At about the same time Frank embarked upon his lifetime infatuation with theater and the performing arts, a devotion which would repeatedly lead him to failure and near-bankruptcy. His first such failure occurred at age 18, when a local theatrical company duped him into replenishing their stock of costumes, with the promise of leading roles that never came his way. Disillusioned, Baum left the theatre?temporarily?and went to work as a clerk in his brother-in-law's dry goods company in Syracuse.

Related Topics:
Theater - Performing arts - Syracuse

~ ~ ~ ~ ~ ~ ~ ~ ~ ~

At the age of 20, Baum took on a new vocation: the breeding of fancy poultry, which was a national craze at the time. He specialized in raising a particular breed of fowl, the Hamburg chicken. In 1880 he established a monthly trade journal, The Poultry Record, and in 1886, when Baum was 30 years old, his first book was published: The Book of the Hamburgs: A Brief Treatise upon the Mating, Rearing, and Management of the Different Varieties of Hamburgs.

Related Topics:
Fancy poultry - Hamburg chicken

~ ~ ~ ~ ~ ~ ~ ~ ~ ~

Yet Baum could never stay away from the stage long.

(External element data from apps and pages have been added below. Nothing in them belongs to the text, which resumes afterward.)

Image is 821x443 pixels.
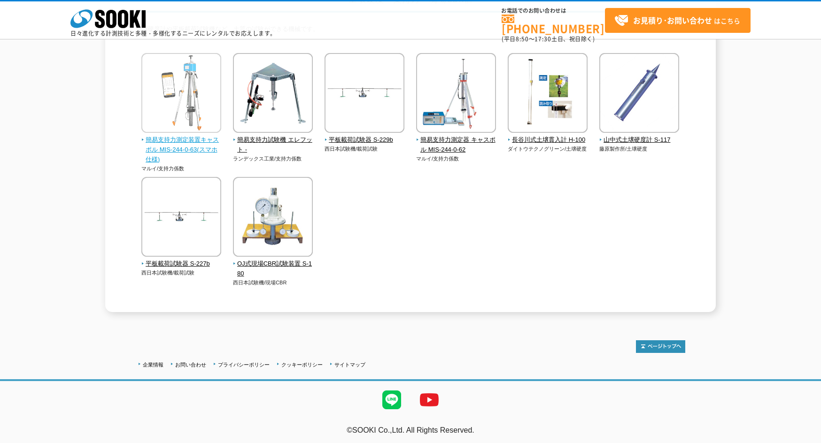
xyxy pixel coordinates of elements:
span: 簡易支持力測定器 キャスポル MIS-244-0-62 [416,135,496,155]
span: OJ式現場CBR試験装置 S-180 [233,259,313,279]
a: クッキーポリシー [281,362,323,368]
p: 西日本試験機/載荷試験 [324,145,405,153]
a: 簡易支持力測定装置キャスポル MIS-244-0-63(スマホ仕様) [141,126,222,164]
p: 藤原製作所/土壌硬度 [599,145,679,153]
strong: お見積り･お問い合わせ [633,15,712,26]
p: マルイ/支持力係数 [416,155,496,163]
span: 簡易支持力試験機 エレフット - [233,135,313,155]
span: 8:50 [516,35,529,43]
p: 西日本試験機/現場CBR [233,279,313,287]
p: 西日本試験機/載荷試験 [141,269,222,277]
img: 簡易支持力試験機 エレフット - [233,53,313,135]
a: 山中式土壌硬度計 S-117 [599,126,679,145]
a: 長谷川式土壌貫入計 H-100 [508,126,588,145]
img: 山中式土壌硬度計 S-117 [599,53,679,135]
span: 17:30 [534,35,551,43]
p: 日々進化する計測技術と多種・多様化するニーズにレンタルでお応えします。 [70,31,276,36]
span: はこちら [614,14,740,28]
img: OJ式現場CBR試験装置 S-180 [233,177,313,259]
span: 山中式土壌硬度計 S-117 [599,135,679,145]
a: お問い合わせ [175,362,206,368]
img: 簡易支持力測定装置キャスポル MIS-244-0-63(スマホ仕様) [141,53,221,135]
a: プライバシーポリシー [218,362,270,368]
img: YouTube [410,381,448,419]
p: マルイ/支持力係数 [141,165,222,173]
img: 長谷川式土壌貫入計 H-100 [508,53,587,135]
a: 平板載荷試験器 S-227b [141,250,222,269]
img: 平板載荷試験器 S-227b [141,177,221,259]
a: 簡易支持力試験機 エレフット - [233,126,313,154]
span: お電話でのお問い合わせは [501,8,605,14]
a: [PHONE_NUMBER] [501,15,605,34]
p: ランデックス工業/支持力係数 [233,155,313,163]
a: OJ式現場CBR試験装置 S-180 [233,250,313,278]
img: トップページへ [636,340,685,353]
a: 企業情報 [143,362,163,368]
img: 簡易支持力測定器 キャスポル MIS-244-0-62 [416,53,496,135]
span: 平板載荷試験器 S-229b [324,135,405,145]
p: ダイトウテクノグリーン/土壌硬度 [508,145,588,153]
span: 簡易支持力測定装置キャスポル MIS-244-0-63(スマホ仕様) [141,135,222,164]
span: 長谷川式土壌貫入計 H-100 [508,135,588,145]
span: 平板載荷試験器 S-227b [141,259,222,269]
img: LINE [373,381,410,419]
a: お見積り･お問い合わせはこちら [605,8,750,33]
a: 簡易支持力測定器 キャスポル MIS-244-0-62 [416,126,496,154]
a: 平板載荷試験器 S-229b [324,126,405,145]
span: (平日 ～ 土日、祝日除く) [501,35,594,43]
img: 平板載荷試験器 S-229b [324,53,404,135]
a: サイトマップ [334,362,365,368]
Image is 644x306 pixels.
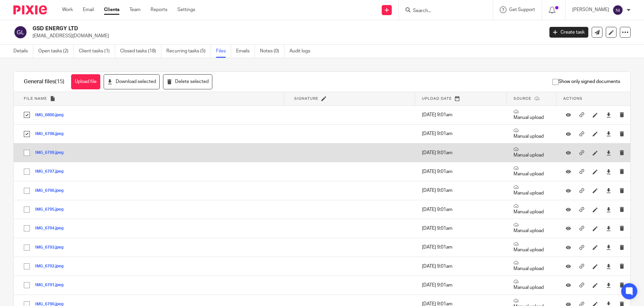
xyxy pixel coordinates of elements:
p: [DATE] 9:01am [422,150,500,156]
a: Details [13,45,33,58]
a: Email [83,6,94,13]
span: Show only signed documents [553,78,620,85]
p: Manual upload [514,279,550,291]
span: Signature [294,97,319,100]
span: (15) [55,79,64,84]
p: Manual upload [514,204,550,215]
a: Settings [177,6,195,13]
p: [EMAIL_ADDRESS][DOMAIN_NAME] [32,32,539,39]
a: Emails [236,45,255,58]
button: IMG_6795.jpeg [35,207,69,212]
p: [PERSON_NAME] [572,6,609,13]
a: Clients [104,6,119,13]
span: Source [514,97,532,100]
button: IMG_6794.jpeg [35,226,69,231]
a: Download [606,187,611,194]
p: [DATE] 9:01am [422,282,500,289]
p: [DATE] 9:01am [422,168,500,175]
input: Select [21,279,33,291]
span: Upload date [422,97,452,100]
button: IMG_6792.jpeg [35,264,69,268]
span: File name [24,97,47,100]
a: Download [606,130,611,137]
p: Manual upload [514,185,550,196]
p: [DATE] 9:01am [422,225,500,232]
a: Closed tasks (18) [120,45,161,58]
p: Manual upload [514,166,550,177]
button: IMG_6796.jpeg [35,188,69,193]
img: svg%3E [612,5,623,16]
input: Select [21,222,33,235]
p: [DATE] 9:01am [422,112,500,118]
a: Reports [151,6,167,13]
a: Download [606,263,611,269]
a: Download [606,282,611,289]
p: [DATE] 9:01am [422,130,500,137]
img: svg%3E [13,25,27,39]
p: Manual upload [514,260,550,272]
input: Select [21,108,33,121]
a: Client tasks (1) [79,45,115,58]
p: [DATE] 9:01am [422,187,500,194]
a: Download [606,112,611,118]
p: Manual upload [514,147,550,158]
a: Create task [549,27,589,38]
a: Audit logs [289,45,315,58]
input: Select [21,146,33,159]
button: IMG_6799.jpeg [35,150,69,155]
button: Download selected [104,74,160,89]
input: Select [21,184,33,197]
p: Manual upload [514,242,550,253]
input: Search [412,8,473,14]
a: Download [606,206,611,213]
h1: General files [24,78,64,85]
button: Upload file [71,74,100,89]
p: Manual upload [514,222,550,234]
a: Open tasks (2) [38,45,74,58]
input: Select [21,203,33,216]
span: Actions [563,97,583,100]
input: Select [21,128,33,140]
p: Manual upload [514,128,550,140]
button: IMG_6797.jpeg [35,169,69,174]
a: Files [216,45,231,58]
img: Pixie [13,5,47,15]
p: Manual upload [514,109,550,121]
h2: GSD ENERGY LTD [32,25,438,32]
p: [DATE] 9:01am [422,263,500,269]
input: Select [21,165,33,178]
a: Team [129,6,141,13]
p: [DATE] 9:01am [422,244,500,251]
a: Download [606,168,611,175]
input: Select [21,260,33,273]
input: Select [21,241,33,254]
a: Download [606,150,611,156]
button: IMG_6800.jpeg [35,113,69,118]
a: Download [606,225,611,232]
button: IMG_6791.jpeg [35,283,69,287]
span: Get Support [509,7,535,12]
button: IMG_6798.jpeg [35,132,69,136]
a: Notes (0) [260,45,284,58]
a: Work [62,6,73,13]
button: IMG_6793.jpeg [35,245,69,250]
a: Download [606,244,611,251]
button: Delete selected [163,74,213,89]
a: Recurring tasks (5) [166,45,211,58]
p: [DATE] 9:01am [422,206,500,213]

He continued to take roles in plays, performing under the stage name of Louis F. Baum. In 1880 his father made him manager of a string of theaters that he owned, and Baum set about writing plays and gathering a company to act in them. The Maid of Arran, a melodrama based on a popular novel, proved a great success. Baum not only wrote the play but composed songs for it, and acted in the leading role.

~ ~ ~ ~ ~ ~ ~ ~ ~ ~

On November 9, 1882, Baum married Maud Gage, daughter of Matilda Joslyn Gage, a famous women's suffrage activist.